Christophe Draeger’s large black and white photographs record two instances of man-made destruction, the leveling of Nagasaki during WWII and the World Trade Center in 2001.  Presenting these images as large jigsaw puzzles made me think about how these places have put the pieces back together again and, on the other hand, whether we will ever fully understand the puzzle of how and why they happened.


Detail

Just down the street from David B. Smith gallery was Robischon, hosting a large and exciting photography show with many intriguing and haunting images.  The gallery’s large windows made it almost impossible to eliminate reflections from outside.  My apologies-any cars or unlikely buildings you may see were not in the artwork.  

The various artists participating in this show seems to share a common approach of making visible the land of dreams and the unconscious through constructed realities.  The contents of Maria Friberg’s large horizontal C-prints are like dreams which have ambiguous meanings and might be peaceful or threatening at the same time.  It is hard to know exactly what the young man in the water in Calmation is doing, merging with nature or drowning.  The beauty of the color and setting contribute to the confusion.


Over time, we have come to look forward to seeing new work by Halim Al-Karim.  In his current work, the evanescent quality of his images works well to evoke a nostalgic feeling of former times as well as the nature of personal memories.  Amazing to see was a large collodion print, a technically difficult feat to pull off.

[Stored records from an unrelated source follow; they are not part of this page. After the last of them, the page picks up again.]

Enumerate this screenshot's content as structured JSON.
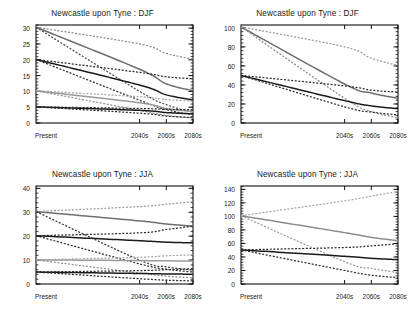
{
  "figure": {
    "background": "#ffffff",
    "layout": "2x2 grid of line charts",
    "panel_count": 4
  },
  "chart_data": [
    {
      "id": "top-left",
      "type": "line",
      "title": "Newcastle upon Tyne : DJF",
      "xlabel": "",
      "ylabel": "",
      "x": [
        "Present",
        "2040s",
        "2060s",
        "2080s"
      ],
      "xtick_labels": [
        "Present",
        "2040s",
        "2060s",
        "2080s"
      ],
      "xtick_positions": [
        0,
        0.66,
        0.83,
        1.0
      ],
      "ytick_labels": [
        "0",
        "5",
        "10",
        "15",
        "20",
        "25",
        "30"
      ],
      "ylim": [
        0,
        31
      ],
      "grid": false,
      "legend": "none",
      "series": [
        {
          "name": "RP30 central",
          "style": "solid",
          "color": "#6e6e6e",
          "values": [
            30.3,
            17.0,
            12.4,
            10.2
          ]
        },
        {
          "name": "RP30 upper",
          "style": "dashed",
          "color": "#8c8c8c",
          "values": [
            30.3,
            25.0,
            22.0,
            20.2
          ]
        },
        {
          "name": "RP30 lower",
          "style": "dashed",
          "color": "#4d4d4d",
          "values": [
            30.3,
            10.0,
            5.8,
            3.4
          ]
        },
        {
          "name": "RP20 central",
          "style": "solid",
          "color": "#1a1a1a",
          "values": [
            20.1,
            12.0,
            8.9,
            7.3
          ]
        },
        {
          "name": "RP20 upper",
          "style": "dashed",
          "color": "#2b2b2b",
          "values": [
            20.1,
            16.0,
            14.6,
            14.0
          ]
        },
        {
          "name": "RP20 lower",
          "style": "dashed",
          "color": "#2b2b2b",
          "values": [
            20.1,
            7.2,
            4.2,
            2.6
          ]
        },
        {
          "name": "RP10 central",
          "style": "solid",
          "color": "#9a9a9a",
          "values": [
            10.2,
            6.4,
            4.6,
            3.6
          ]
        },
        {
          "name": "RP10 upper",
          "style": "dashed",
          "color": "#a6a6a6",
          "values": [
            10.2,
            8.3,
            7.4,
            7.0
          ]
        },
        {
          "name": "RP10 lower",
          "style": "dashed",
          "color": "#8f8f8f",
          "values": [
            10.2,
            4.0,
            2.4,
            1.6
          ]
        },
        {
          "name": "RP5 central",
          "style": "solid",
          "color": "#1a1a1a",
          "values": [
            5.1,
            4.0,
            3.3,
            2.9
          ]
        },
        {
          "name": "RP5 upper",
          "style": "dashed",
          "color": "#2b2b2b",
          "values": [
            5.1,
            4.6,
            4.3,
            4.2
          ]
        },
        {
          "name": "RP5 lower",
          "style": "dashed",
          "color": "#2b2b2b",
          "values": [
            5.1,
            3.1,
            2.2,
            1.7
          ]
        }
      ]
    },
    {
      "id": "top-right",
      "type": "line",
      "title": "Newcastle upon Tyne : DJF",
      "xlabel": "",
      "ylabel": "",
      "x": [
        "Present",
        "2040s",
        "2060s",
        "2080s"
      ],
      "xtick_labels": [
        "Present",
        "2040s",
        "2060s",
        "2080s"
      ],
      "xtick_positions": [
        0,
        0.66,
        0.83,
        1.0
      ],
      "ytick_labels": [
        "0",
        "20",
        "40",
        "60",
        "80",
        "100"
      ],
      "ylim": [
        0,
        103
      ],
      "grid": false,
      "legend": "none",
      "series": [
        {
          "name": "RP100 central",
          "style": "solid",
          "color": "#6e6e6e",
          "values": [
            101.0,
            41.0,
            31.5,
            26.0
          ]
        },
        {
          "name": "RP100 upper",
          "style": "dashed",
          "color": "#9a9a9a",
          "values": [
            101.0,
            80.0,
            68.0,
            60.5
          ]
        },
        {
          "name": "RP100 lower",
          "style": "dashed",
          "color": "#8c8c8c",
          "values": [
            101.0,
            26.0,
            12.0,
            5.5
          ]
        },
        {
          "name": "RP50 central",
          "style": "solid",
          "color": "#1a1a1a",
          "values": [
            50.0,
            23.5,
            18.0,
            15.0
          ]
        },
        {
          "name": "RP50 upper",
          "style": "dashed",
          "color": "#2b2b2b",
          "values": [
            50.0,
            39.0,
            34.5,
            32.5
          ]
        },
        {
          "name": "RP50 lower",
          "style": "dashed",
          "color": "#2b2b2b",
          "values": [
            50.0,
            17.0,
            11.5,
            8.5
          ]
        }
      ]
    },
    {
      "id": "bottom-left",
      "type": "line",
      "title": "Newcastle upon Tyne : JJA",
      "xlabel": "",
      "ylabel": "",
      "x": [
        "Present",
        "2040s",
        "2060s",
        "2080s"
      ],
      "xtick_labels": [
        "Present",
        "2040s",
        "2060s",
        "2080s"
      ],
      "xtick_positions": [
        0,
        0.66,
        0.83,
        1.0
      ],
      "ytick_labels": [
        "0",
        "10",
        "20",
        "30",
        "40"
      ],
      "ylim": [
        0,
        41
      ],
      "grid": false,
      "legend": "none",
      "series": [
        {
          "name": "RP30 central",
          "style": "solid",
          "color": "#6e6e6e",
          "values": [
            30.3,
            26.4,
            25.1,
            24.2
          ]
        },
        {
          "name": "RP30 upper",
          "style": "dashed",
          "color": "#9a9a9a",
          "values": [
            30.3,
            32.4,
            33.4,
            34.4
          ]
        },
        {
          "name": "RP30 lower",
          "style": "dashed",
          "color": "#3b3b3b",
          "values": [
            30.3,
            10.0,
            7.2,
            5.8
          ]
        },
        {
          "name": "RP20 central",
          "style": "solid",
          "color": "#1a1a1a",
          "values": [
            20.2,
            18.1,
            17.5,
            17.2
          ]
        },
        {
          "name": "RP20 upper",
          "style": "dashed",
          "color": "#2b2b2b",
          "values": [
            20.2,
            21.4,
            22.8,
            24.2
          ]
        },
        {
          "name": "RP20 lower",
          "style": "dashed",
          "color": "#2b2b2b",
          "values": [
            20.2,
            8.4,
            6.2,
            5.0
          ]
        },
        {
          "name": "RP10 central",
          "style": "solid",
          "color": "#9a9a9a",
          "values": [
            10.1,
            9.8,
            9.7,
            9.6
          ]
        },
        {
          "name": "RP10 upper",
          "style": "dashed",
          "color": "#a6a6a6",
          "values": [
            10.1,
            11.2,
            11.8,
            12.2
          ]
        },
        {
          "name": "RP10 lower",
          "style": "dashed",
          "color": "#8f8f8f",
          "values": [
            10.1,
            4.6,
            3.3,
            2.6
          ]
        },
        {
          "name": "RP5 central",
          "style": "solid",
          "color": "#1a1a1a",
          "values": [
            5.0,
            4.4,
            4.2,
            4.1
          ]
        },
        {
          "name": "RP5 upper",
          "style": "dashed",
          "color": "#2b2b2b",
          "values": [
            5.0,
            5.6,
            6.0,
            6.4
          ]
        },
        {
          "name": "RP5 lower",
          "style": "dashed",
          "color": "#2b2b2b",
          "values": [
            5.0,
            2.2,
            1.6,
            1.3
          ]
        }
      ]
    },
    {
      "id": "bottom-right",
      "type": "line",
      "title": "Newcastle upon Tyne : JJA",
      "xlabel": "",
      "ylabel": "",
      "x": [
        "Present",
        "2040s",
        "2060s",
        "2080s"
      ],
      "xtick_labels": [
        "Present",
        "2040s",
        "2060s",
        "2080s"
      ],
      "xtick_positions": [
        0,
        0.66,
        0.83,
        1.0
      ],
      "ytick_labels": [
        "0",
        "20",
        "40",
        "60",
        "80",
        "100",
        "120",
        "140"
      ],
      "ylim": [
        0,
        145
      ],
      "grid": false,
      "legend": "none",
      "series": [
        {
          "name": "RP100 central",
          "style": "solid",
          "color": "#8c8c8c",
          "values": [
            101.0,
            76.0,
            69.0,
            64.0
          ]
        },
        {
          "name": "RP100 upper",
          "style": "dashed",
          "color": "#a6a6a6",
          "values": [
            101.0,
            123.0,
            130.0,
            137.0
          ]
        },
        {
          "name": "RP100 lower",
          "style": "dashed",
          "color": "#9a9a9a",
          "values": [
            101.0,
            33.0,
            23.0,
            17.0
          ]
        },
        {
          "name": "RP50 central",
          "style": "solid",
          "color": "#1a1a1a",
          "values": [
            50.5,
            41.0,
            38.0,
            36.0
          ]
        },
        {
          "name": "RP50 upper",
          "style": "dashed",
          "color": "#2b2b2b",
          "values": [
            50.5,
            54.0,
            56.5,
            59.5
          ]
        },
        {
          "name": "RP50 lower",
          "style": "dashed",
          "color": "#2b2b2b",
          "values": [
            50.5,
            20.0,
            13.0,
            9.5
          ]
        }
      ]
    }
  ]
}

A dreamlike quality continued in Christine Buchsbaum’s work.  Her staged images had an eerie feeling that leave the viewer uncertain about the story line.  Her photographs also combined both peaceful and uneasy aspects.



Taking inspiration from the Chinese legend of The Monkey King, Chi Peng’s wild imagination gave us nude male winged bodies flying over a wide landscape with a carousel in the distance in June 19, 1981.    The Monkey King somehow overlaid the notion of the legendary character with that of the well-known film personality.



David Zimmer showed three works from Finch studies, pieces using sound, motion and a constructed environment.  Birdsong could be heard through the galleries.  Each bird flitted and hopped engagingly in its own niche.


Placed in a kind of paradise, Ruud van Empel’s image, collaged from hundreds of his own digital photographs, creates it’s own story  Dawn reminded me in some ways of an Henri Rousseau painting.


Kahn + Selesnick are also repeat artists at Robischon and always engage with their very mysterious compositions.  Like stills from a movie, their current work depicts scenes from a fiction about a traveling cabaret group composed of a strange variety of creatures.